Jellyfin deployed in Kubernetes with Helm


Posted on January 6, 2019


Jellyfin is an open source software media system that helps users to manage and stream their media collections. The aim of the project is to provide an open source alternative to Plex and Emby.

Personally I hope that the project succeeds as I have been looking to move away from Plex to a more open alternative for a couple of years now. Jellyfin forked from the Emby project fairly recently so a lot of the Emby clients should still work with Jellyfin.

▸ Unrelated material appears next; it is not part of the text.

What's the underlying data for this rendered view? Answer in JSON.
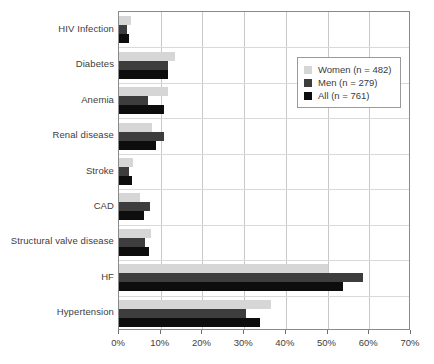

For a project like this to succeed, it is important to make it easy for users to pick it up and try it out. There is a docker image available (https://hub.docker.com/r/jellyfin/jellyfin/) which makes it very easy for people to play with this new media server without really impacting any of their environments. As most of my machines at home are running as one large Kubernetes cluster, I decided to put together a quick helm chart - https://github.com/brianmcarey/jellyfin-helm.git

This helm chart allows me to spin up a reproducible Jellyfin server with a single command and have all the benefits of using Kubernetes such as scheduling.

To get this up and running for yourself all you got to do is (assuming you have a Kubernetes cluster and helm installed):

git clone https://github.com/brianmcarey/jellyfin-helm.git
helm install ./jellyfin-helm

This will give you the very basic Jellyfin server which does not include persistent storage. Persistence is disabled by default. In order to enable persistence you have to update jellyfin-helm/values.yaml. If you want to point the Jellyfin instance to your existing media library, I would recommend creating a persistent volume (PV) and a persistent volume claim (PVC) which point to your media. You can then update the "existingClaim" value in the values.yaml with the name of PVC that you just created. A persistent volume is also required for the jellyfin configuration in order to ensure that the config is not lost when the pod is deleted.

Also I would recommend enabling ingress and to use an ingress controller such as NGINX or traefik to make it easier to connect to your media server rather than having to use port-forwarding.

Hopefully this will help some people to get up and running with Jellyfin. I'm really looking forward to what is to come from the Jellyfin project in 2019!